We construct an exactly soluble Hamiltonian on the D = 3 cubic lattice, whose ground state is a topological phase of bosons protected by time-reversal symmetry, i.e., a symmetry-protected topological (SPT) phase. In this model, excitations with anyonic statistics are shown to exist at the surface but not in the bulk. The statistics of these surface anyons is explicitly computed and shown to be identical to the three-fermion Z 2 model, a variant of Z 2 topological order which cannot be realized in a purely D = 2 system with time-reversal symmetry. Thus the model realizes a novel surface termination for three-dimensional (3D) SPT phases, that of a fully symmetric gapped surface with topological order. The 3D phase found here was previously proposed from a field theoretic analysis but is outside the group cohomology classification that appears to capture all SPT phases in lower dimensions. Such phases may potentially be realized in spin-orbit-coupled magnetic insulators, which evade magnetic ordering. Our construction utilizes the Walker-Wang prescription to create a 3D confined phase with surface anyons, which can be extended to other topological phases.
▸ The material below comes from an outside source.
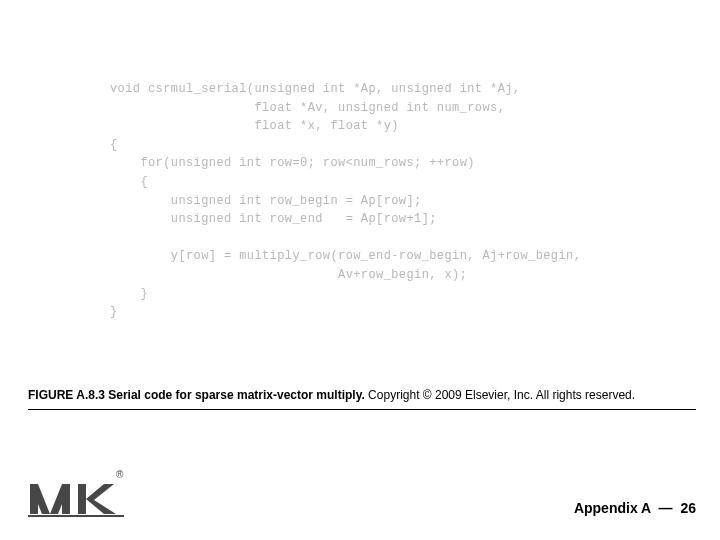  I want to click on appendix-label: Appendix A, so click(612, 508).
In Universal Extra Dimension models, the lightest Kaluza-Klein (KK) particle is generically the first KK excitation of the photon and can be stable, serving as particle dark matter. We calculate the thermal relic abundance of the KK photon for a general mass spectrum of KK excitations including full coannihilation effects with all (level one) KK excitations. We find that including coannihilation can significantly change the relic abundance when the coannihilating particles are within about 20% of the mass of the KK photon. Matching the relic abundance with cosmological data, we find the mass range of the KK photon is much wider than previously found, up to about 2 TeV if the masses of the strongly interacting level one KK particles are within five percent of the mass of the KK photon. We also find cases where several coannihilation channels compete (constructively and destructively) with one another. The lower bound on the KK photon mass, about 540 GeV when just right-handed KK leptons coannihilate with the KK photon, relaxes upward by several hundred GeV when coannihilation with electroweak KK gauge bosons of the same mass is included.